I so badly intended to get out late this afternoon to hike the mile to the nearest shopping mall, but my resolve dissolved by the time I was standing outside the locked front door not much after 5:45 p.m.
It was of course dark, and no one else was home. My wife had to work at full day today at her friend's Thai restaurant; my younger brother had left for the afternoon while I was having an early afternoon nap; my youngest stepson was working; and my eldest stepson had left at dusk's approach to probably go snowboarding with a friend who left his van here in place of my stepson's car.
I was feeling maybe three ounces of rum and instant coffee, but I just could not compel myself to go anywhere. And now I am left with tomorrow as the final day in which to at least get some scratch lottery ticket packages as top-up presents for family and for Bev, my brother's girlfriend, who is to be spending Christmas with us.
In the hopes of adding some inspiration for that hike (I do not drive), I had just finished watching the 2012 Christmas movie Love at the Christmas Table (a far richer description of the movie is on offer at RissiWrites.com).
Did I enjoy it? Yes ... but I have no desire to ever watch it again. I was unable to surrender to the premise that two young people could be together since the age of four and not reveal their profound love for one another until after they had entered their 30s.
Granted, once the male character left town for post-secondary education, the two would only ever get together when he returned to have Christmas with his parents (actually, I am unclear if the woman married to his father was the character's actual mother, or else his step-mother).

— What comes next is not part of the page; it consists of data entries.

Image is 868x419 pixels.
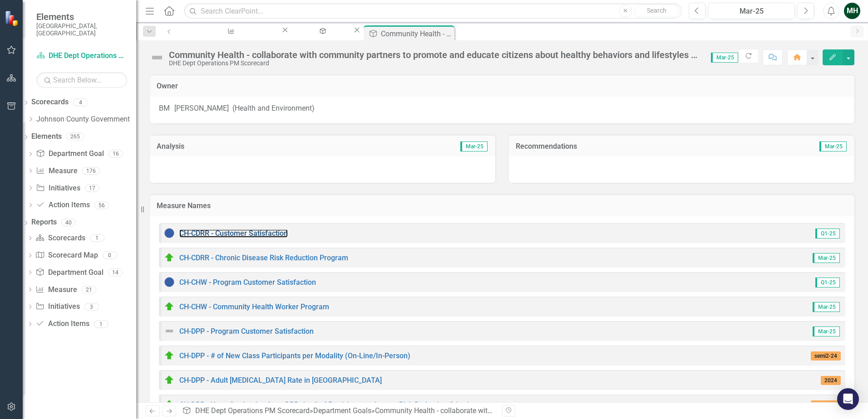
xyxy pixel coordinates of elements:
div: Manage Elements [298,34,344,45]
a: Measure [35,285,76,295]
div: Mar-25 [711,6,792,17]
h3: Measure Names [157,202,847,210]
img: ClearPoint Strategy [5,11,21,27]
a: Reports [31,217,56,228]
a: CH-CHW - Program Customer Satisfaction [179,278,316,287]
div: [PERSON_NAME] (Health and Environment) [174,104,314,114]
a: Scorecard Map [35,250,98,261]
button: MH [844,3,860,19]
div: 176 [82,167,100,175]
h3: Recommendations [516,142,743,151]
a: CH-CDRR - Customer Satisfaction [179,229,288,238]
a: CH-CHW - Community Health Worker Program [179,303,329,311]
span: semi2-24 [811,400,841,410]
div: Community Health - collaborate with community partners to promote and educate citizens about heal... [381,28,452,39]
span: Mar-25 [813,327,840,337]
a: CH-SafeKids - Safe Kids Program [178,25,280,37]
span: Q1-25 [815,278,840,288]
span: Mar-25 [813,253,840,263]
div: 21 [82,286,96,293]
div: 16 [108,150,123,158]
a: Department Goal [36,149,104,159]
div: 265 [66,133,84,141]
div: BM [159,104,169,114]
div: Open Intercom Messenger [837,388,859,410]
a: Measure [36,166,77,177]
input: Search ClearPoint... [184,3,682,19]
img: On Target [164,375,175,386]
div: 0 [102,252,117,260]
div: 4 [73,98,88,106]
span: Elements [37,11,127,22]
a: Initiatives [35,301,80,312]
a: Johnson County Government [37,114,136,125]
h3: Owner [157,82,847,90]
a: Department Goals [313,406,372,415]
a: CH-CDRR - Chronic Disease Risk Reduction Program [179,254,348,262]
img: On Target [164,350,175,361]
span: Search [647,7,667,14]
a: DHE Dept Operations PM Scorecard [37,50,127,61]
span: Mar-25 [461,141,488,151]
a: Manage Elements [290,25,352,37]
a: Scorecards [35,233,85,244]
div: DHE Dept Operations PM Scorecard [169,60,702,66]
div: 56 [94,201,109,209]
span: Mar-25 [711,52,738,62]
a: Action Items [36,200,90,210]
button: Search [634,5,679,17]
a: DHE Dept Operations PM Scorecard [195,406,310,415]
button: Mar-25 [708,3,795,19]
a: Initiatives [36,183,80,194]
div: Community Health - collaborate with community partners to promote and educate citizens about heal... [169,50,702,60]
img: On Target [164,301,175,312]
span: Q1-25 [815,228,840,238]
span: semi2-24 [811,351,841,361]
img: On Target [164,252,175,263]
div: 17 [85,184,100,192]
div: 1 [90,234,104,242]
a: Elements [31,131,62,142]
img: Not Defined [150,50,164,65]
a: Department Goal [35,268,103,278]
a: Scorecards [31,97,68,108]
img: No Information [164,228,175,238]
small: [GEOGRAPHIC_DATA], [GEOGRAPHIC_DATA] [37,22,127,37]
h3: Analysis [157,142,322,151]
input: Search Below... [37,72,127,88]
div: CH-SafeKids - Safe Kids Program [187,34,272,45]
a: CH-DPP - Program Customer Satisfaction [179,327,314,335]
a: Action Items [35,319,89,329]
a: CH-DPP - # of New Class Participants per Modality (On-Line/In-Person) [179,351,410,360]
div: 14 [108,268,122,276]
div: » » [182,406,495,416]
div: 40 [61,218,76,226]
img: Not Defined [164,325,175,337]
span: Mar-25 [819,141,847,151]
div: 1 [94,320,108,328]
img: On Target [164,399,175,410]
span: 2024 [821,376,841,385]
div: 3 [84,303,99,311]
img: No Information [164,277,175,288]
a: CH-DPP - Adult [MEDICAL_DATA] Rate in [GEOGRAPHIC_DATA] [179,376,381,384]
span: Mar-25 [813,302,840,312]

The movie kept flashbacking consecutively to the various Christmases since the first one when the two little kids were thrown together when their fathers formed a business partnership, but the movie first opened with the main male character returning home in 'the present' after a four or five year hiatus ─ we were then treated to all of the Christmases that led up to this key final homecoming.
As I said, I enjoyed it, but it just did not 'grab' me.

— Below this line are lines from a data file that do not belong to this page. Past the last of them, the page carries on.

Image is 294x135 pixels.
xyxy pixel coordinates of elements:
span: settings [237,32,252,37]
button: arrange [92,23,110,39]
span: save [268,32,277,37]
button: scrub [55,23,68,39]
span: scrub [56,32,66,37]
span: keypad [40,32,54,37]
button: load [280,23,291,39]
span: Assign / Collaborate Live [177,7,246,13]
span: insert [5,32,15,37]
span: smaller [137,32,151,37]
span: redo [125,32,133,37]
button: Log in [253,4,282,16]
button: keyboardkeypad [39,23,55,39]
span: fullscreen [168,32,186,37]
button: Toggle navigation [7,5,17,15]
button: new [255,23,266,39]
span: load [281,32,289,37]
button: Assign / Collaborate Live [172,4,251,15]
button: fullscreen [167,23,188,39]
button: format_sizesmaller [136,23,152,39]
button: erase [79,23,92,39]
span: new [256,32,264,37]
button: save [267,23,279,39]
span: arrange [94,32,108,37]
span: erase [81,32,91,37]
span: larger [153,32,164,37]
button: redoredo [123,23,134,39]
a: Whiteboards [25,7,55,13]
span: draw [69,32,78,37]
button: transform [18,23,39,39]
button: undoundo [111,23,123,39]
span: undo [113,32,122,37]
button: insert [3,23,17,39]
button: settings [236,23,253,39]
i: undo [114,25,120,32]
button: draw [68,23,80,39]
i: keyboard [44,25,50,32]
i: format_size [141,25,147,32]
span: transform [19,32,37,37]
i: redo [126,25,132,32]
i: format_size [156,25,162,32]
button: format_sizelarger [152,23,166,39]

The lead female character was played by Danica McKellar, whom I am reasonably familiar with. I thought she was pretty damned cute back when she was a main fixture in the old T.V. series The Wonder Years.
The only other actor I could name was Back to the Future's Lea Thompson. I solidly recognized 'laid-back' actor Scott Patterson, but I had no idea what his name was, nor could I remember what T.V. series it was that made him so familiar (I now see that it was Gilmore Girls).
Lead actor Dustin Mulligan was vaguely familiar, but his name meant nothing to me. I now understand that he was a semi-regular on Schitt's Creek as the veterinarian to whom gorgeous-but-ditzy Alexis eventually becomes engaged.
Anyway, I am glad to have watched the movie.
Incidentally, late this morning my brother and I watched a 57-minute video uploaded to Rumble yesterday titled DR. ANDREW KAUFMAN "THERE IS NO DISEASE SUCH AS COVID19"!
I realize that there are both a germ theory and a terrain theory to explain transmissible or infectious diseases, and that Dr. Kaufman maintains that there is no such thing as a SARS-CoV-2 virus ─ or at least, not anything that has yet been isolated and proven to exist.
I was hoping that this interview would further help me to fathom precisely how Dr. Kaufman can be convinced of this, but he only generalized.
According to him, as I understand it, viruses may not even exist. But how, then, explain something like smallpox and how its telltale symptoms devastated the North American Indian populations?
I feel no more informed than I was before.
In the Christmas spirit, I followed that video with the classic 1944 musical Meet Me in St. Louis.
I have of course been familiar with Judy Garland since I was a boy (I am now 72 years old), but I am only coming to realize in recent years that she was a very beautiful young woman.
I hoped that the movie might have historical / nostalgic appeal to my brother, but he gave up on it with about 40 minutes to go and supposedly retired to his bedroom to rest.
I sympathize ─ even I found the movie a little too much of a struggle to allow myself to become immersed into. There is nothing realistic about old musicals, and I did not realize that there were to be as many musical numbers in this one as there turned out to be.
Unfortunately, my brother departed from the movie just before it finally undertook a Christmas theme ─ and it was for the Christmas element that I tuned in this old feature. And so he never got to witness Judy singing "Have Yourself a Merry Little Christmas", nor experience any of the emotions that only became aroused around that point in the rather long film (seven minutes shy of hitting two hours, although credits did eat up several minutes).
Again, I am glad that I watched the movie ─ one which I know I have watched decades ago, and probably more than once, but which I remember nothing of. But as I said, the musical numbers made it impossible for me to immerse myself into the story, and that becomes a problem ─ I need to be able to do that to truly enjoy this sort of movie.
And so I cannot imagine myself ever choosing to watch it again.
Well, it is approaching 7:20 p.m. right now, so I am going to sign off for today. Tomorrow, which will be my final chance to get out and shop, I will do my best to accompany my brother in the early afternoon when he goes to hook up with Bev. I will have him drop me off at the mall I spoke of.